The movie has three committed performances in the form of Tomei, Burr, and Powley, and it seems very likely that a movie focused more on their exasperation with Scott than his wounded puppy guilt and sadness at exasperating them could have had more to it. These are the active characters in the film, taking steps to maneuver around the giant boulder that is Scott; all three actors do something to express how his presence affects their lives and moods, though Burr is the only one doing this in a way that especially scans as "funny". But they're all just there to create conflicts for Scott to deal with, sequentially, in the last 30 minutes or so of the film. Otherwise, it's just watching him be confused and self-loathing and excessively off-putting for endless minute upon minute.
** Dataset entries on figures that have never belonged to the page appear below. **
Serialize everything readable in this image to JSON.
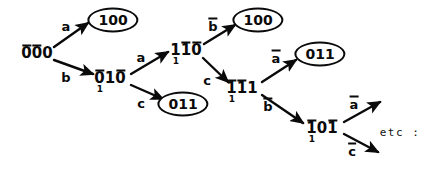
{
  "diagram": {
    "stroke_color": "#0a0a0a",
    "background_color": "#ffffff",
    "nodes": [
      {
        "id": "root",
        "text": "0̅0̅0",
        "digits": [
          "0",
          "0",
          "0"
        ],
        "bars": [
          true,
          true,
          false
        ],
        "subscript": "",
        "circled": false,
        "x": 37,
        "y": 53
      },
      {
        "id": "n100-top-left",
        "text": "100",
        "digits": [
          "1",
          "0",
          "0"
        ],
        "bars": [
          false,
          false,
          false
        ],
        "subscript": "",
        "circled": true,
        "x": 113,
        "y": 20
      },
      {
        "id": "n010",
        "text": "0̅10̅",
        "digits": [
          "0",
          "1",
          "0"
        ],
        "bars": [
          true,
          false,
          true
        ],
        "subscript": "1",
        "circled": false,
        "x": 110,
        "y": 78
      },
      {
        "id": "n011-left",
        "text": "011",
        "digits": [
          "0",
          "1",
          "1"
        ],
        "bars": [
          false,
          false,
          false
        ],
        "subscript": "",
        "circled": true,
        "x": 183,
        "y": 104
      },
      {
        "id": "n110",
        "text": "11̅0̅",
        "digits": [
          "1",
          "1",
          "0"
        ],
        "bars": [
          false,
          true,
          true
        ],
        "subscript": "1",
        "circled": false,
        "x": 186,
        "y": 50
      },
      {
        "id": "n100-top-right",
        "text": "100",
        "digits": [
          "1",
          "0",
          "0"
        ],
        "bars": [
          false,
          false,
          false
        ],
        "subscript": "",
        "circled": true,
        "x": 258,
        "y": 20
      },
      {
        "id": "n111",
        "text": "1̅1̅1",
        "digits": [
          "1",
          "1",
          "1"
        ],
        "bars": [
          true,
          true,
          false
        ],
        "subscript": "1",
        "circled": false,
        "x": 242,
        "y": 88
      },
      {
        "id": "n011-right",
        "text": "011",
        "digits": [
          "0",
          "1",
          "1"
        ],
        "bars": [
          false,
          false,
          false
        ],
        "subscript": "",
        "circled": true,
        "x": 320,
        "y": 54
      },
      {
        "id": "n101",
        "text": "1̅01̅",
        "digits": [
          "1",
          "0",
          "1"
        ],
        "bars": [
          true,
          false,
          true
        ],
        "subscript": "1",
        "circled": false,
        "x": 322,
        "y": 128
      }
    ],
    "edges": [
      {
        "id": "e-root-a",
        "label": "a",
        "barred": false,
        "x1": 54,
        "y1": 47,
        "x2": 88,
        "y2": 23,
        "label_x": 66,
        "label_y": 26
      },
      {
        "id": "e-root-b",
        "label": "b",
        "barred": false,
        "x1": 54,
        "y1": 60,
        "x2": 93,
        "y2": 74,
        "label_x": 66,
        "label_y": 77
      },
      {
        "id": "e-010-a",
        "label": "a",
        "barred": false,
        "x1": 131,
        "y1": 74,
        "x2": 168,
        "y2": 52,
        "label_x": 141,
        "label_y": 57
      },
      {
        "id": "e-010-c",
        "label": "c",
        "barred": false,
        "x1": 131,
        "y1": 85,
        "x2": 163,
        "y2": 99,
        "label_x": 141,
        "label_y": 103
      },
      {
        "id": "e-110-b",
        "label": "b",
        "barred": true,
        "x1": 204,
        "y1": 44,
        "x2": 235,
        "y2": 25,
        "label_x": 213,
        "label_y": 26
      },
      {
        "id": "e-110-c",
        "label": "c",
        "barred": false,
        "x1": 203,
        "y1": 58,
        "x2": 228,
        "y2": 82,
        "label_x": 207,
        "label_y": 80
      },
      {
        "id": "e-111-a",
        "label": "a",
        "barred": true,
        "x1": 262,
        "y1": 82,
        "x2": 296,
        "y2": 60,
        "label_x": 276,
        "label_y": 58
      },
      {
        "id": "e-111-b",
        "label": "b",
        "barred": true,
        "x1": 262,
        "y1": 95,
        "x2": 303,
        "y2": 123,
        "label_x": 268,
        "label_y": 106
      },
      {
        "id": "e-101-a",
        "label": "a",
        "barred": true,
        "x1": 344,
        "y1": 122,
        "x2": 380,
        "y2": 102,
        "label_x": 354,
        "label_y": 104
      },
      {
        "id": "e-101-c",
        "label": "c",
        "barred": true,
        "x1": 344,
        "y1": 134,
        "x2": 378,
        "y2": 152,
        "label_x": 352,
        "label_y": 151
      }
    ],
    "annotations": [
      {
        "id": "etc-note",
        "text": "etc :",
        "x": 400,
        "y": 132
      }
    ]
  }
}
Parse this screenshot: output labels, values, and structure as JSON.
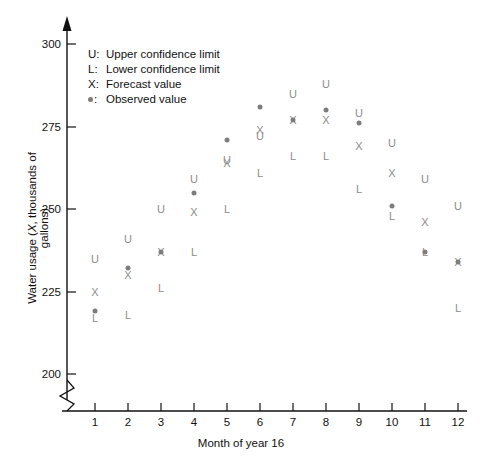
{
  "chart_data": {
    "type": "scatter",
    "title": "",
    "xlabel": "Month of year 16",
    "ylabel": "Water usage (X, thousands of gallons)",
    "ylabel_parts": {
      "prefix": "Water usage (",
      "italic": "X",
      "suffix": ", thousands of gallons)"
    },
    "categories": [
      1,
      2,
      3,
      4,
      5,
      6,
      7,
      8,
      9,
      10,
      11,
      12
    ],
    "x": [
      1,
      2,
      3,
      4,
      5,
      6,
      7,
      8,
      9,
      10,
      11,
      12
    ],
    "xlim": [
      0.5,
      12.5
    ],
    "ylim": [
      200,
      305
    ],
    "yticks": [
      200,
      225,
      250,
      275,
      300
    ],
    "xticks": [
      1,
      2,
      3,
      4,
      5,
      6,
      7,
      8,
      9,
      10,
      11,
      12
    ],
    "grid": false,
    "axis_break": true,
    "axis_break_note": "y-axis broken below 200",
    "legend_position": "upper-left inside plot",
    "series": [
      {
        "name": "Upper confidence limit",
        "symbol": "U",
        "values": [
          235,
          241,
          250,
          259,
          265,
          272,
          285,
          288,
          279,
          270,
          259,
          251
        ]
      },
      {
        "name": "Forecast value",
        "symbol": "X",
        "values": [
          225,
          230,
          237,
          249,
          264,
          274,
          277,
          277,
          269,
          261,
          246,
          234
        ]
      },
      {
        "name": "Lower confidence limit",
        "symbol": "L",
        "values": [
          217,
          218,
          226,
          237,
          250,
          261,
          266,
          266,
          256,
          248,
          237,
          220
        ]
      },
      {
        "name": "Observed value",
        "symbol": "dot",
        "values": [
          219,
          232,
          237,
          255,
          271,
          281,
          277,
          280,
          276,
          251,
          237,
          234
        ]
      }
    ],
    "legend": [
      {
        "key": "U",
        "label": "Upper confidence limit"
      },
      {
        "key": "L",
        "label": "Lower confidence limit"
      },
      {
        "key": "X",
        "label": "Forecast value"
      },
      {
        "key": "dot",
        "label": "Observed value"
      }
    ],
    "colors": {
      "axis": "#111111",
      "marker": "#8c8c8c",
      "dot": "#7d7d7d"
    }
  }
}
What interest there is in the film never coalesces around Scott, who remains deeply irritating; it is, at best, a worthwhile snapshot of a kind of particular cultural niche and physical space that get swallowed up in pop culture by the rest of New York City, and even New Jersey. Nothing about the film's visuals demand a talent like cinematographer Robert Elswit, but he ably records Staten island in appealingly raw 35mm, with a naturalistic eye for how light filters through the tree-lined streets and bounces off the water. One gets a sense of location, and from that location, one can make broad guesses at the kind of people who live there; it's a bit annoying that we don't get more of that from the script, but at least it's not as utterly banal-looking as most modern American comedies.